• [Problem description]
Below are some records; reproduce them exactly.

= Beginning of Section =

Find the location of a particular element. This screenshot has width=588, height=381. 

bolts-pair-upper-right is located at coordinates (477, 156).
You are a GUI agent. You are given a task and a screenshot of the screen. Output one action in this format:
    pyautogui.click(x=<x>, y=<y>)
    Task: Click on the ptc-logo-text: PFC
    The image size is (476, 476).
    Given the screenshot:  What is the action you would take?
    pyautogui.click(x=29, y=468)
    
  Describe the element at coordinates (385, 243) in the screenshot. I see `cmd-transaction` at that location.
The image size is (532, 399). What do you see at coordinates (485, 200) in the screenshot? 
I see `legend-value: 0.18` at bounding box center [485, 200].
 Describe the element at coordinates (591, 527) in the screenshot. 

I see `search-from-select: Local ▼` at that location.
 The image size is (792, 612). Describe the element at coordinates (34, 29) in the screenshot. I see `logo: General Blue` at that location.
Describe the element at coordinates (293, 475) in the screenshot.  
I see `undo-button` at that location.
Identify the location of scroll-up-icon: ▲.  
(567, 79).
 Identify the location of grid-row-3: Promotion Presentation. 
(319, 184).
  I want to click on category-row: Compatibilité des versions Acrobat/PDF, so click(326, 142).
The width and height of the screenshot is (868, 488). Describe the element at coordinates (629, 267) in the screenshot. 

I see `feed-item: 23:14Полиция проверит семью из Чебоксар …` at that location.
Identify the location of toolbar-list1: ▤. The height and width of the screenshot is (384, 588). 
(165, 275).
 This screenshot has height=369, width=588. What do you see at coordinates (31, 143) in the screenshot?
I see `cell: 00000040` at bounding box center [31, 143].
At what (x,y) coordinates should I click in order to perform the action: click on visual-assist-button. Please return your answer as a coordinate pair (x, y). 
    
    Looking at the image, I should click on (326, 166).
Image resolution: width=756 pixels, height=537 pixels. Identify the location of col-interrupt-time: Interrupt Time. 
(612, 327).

= End of Section =

• [Response to this exercise]
Find the location of a particular element. This screenshot has width=588, height=381. 

bolts-pair-upper-right is located at coordinates (477, 156).
You are a GUI agent. You are given a task and a screenshot of the screen. Output one action in this format:
    pyautogui.click(x=<x>, y=<y>)
    Task: Click on the ptc-logo-text: PFC
    The image size is (476, 476).
    Given the screenshot:  What is the action you would take?
    pyautogui.click(x=29, y=468)
    
  Describe the element at coordinates (385, 243) in the screenshot. I see `cmd-transaction` at that location.
The image size is (532, 399). What do you see at coordinates (485, 200) in the screenshot? 
I see `legend-value: 0.18` at bounding box center [485, 200].
 Describe the element at coordinates (591, 527) in the screenshot. 

I see `search-from-select: Local ▼` at that location.
 The image size is (792, 612). Describe the element at coordinates (34, 29) in the screenshot. I see `logo: General Blue` at that location.
Describe the element at coordinates (293, 475) in the screenshot.  
I see `undo-button` at that location.
Identify the location of scroll-up-icon: ▲.  
(567, 79).
 Identify the location of grid-row-3: Promotion Presentation. 
(319, 184).
  I want to click on category-row: Compatibilité des versions Acrobat/PDF, so click(326, 142).
The width and height of the screenshot is (868, 488). Describe the element at coordinates (629, 267) in the screenshot. 

I see `feed-item: 23:14Полиция проверит семью из Чебоксар …` at that location.
Identify the location of toolbar-list1: ▤. The height and width of the screenshot is (384, 588). 
(165, 275).
 This screenshot has height=369, width=588. What do you see at coordinates (31, 143) in the screenshot?
I see `cell: 00000040` at bounding box center [31, 143].
At what (x,y) coordinates should I click in order to perform the action: click on visual-assist-button. Please return your answer as a coordinate pair (x, y). 
    
    Looking at the image, I should click on (326, 166).
Image resolution: width=756 pixels, height=537 pixels. Identify the location of col-interrupt-time: Interrupt Time. 
(612, 327).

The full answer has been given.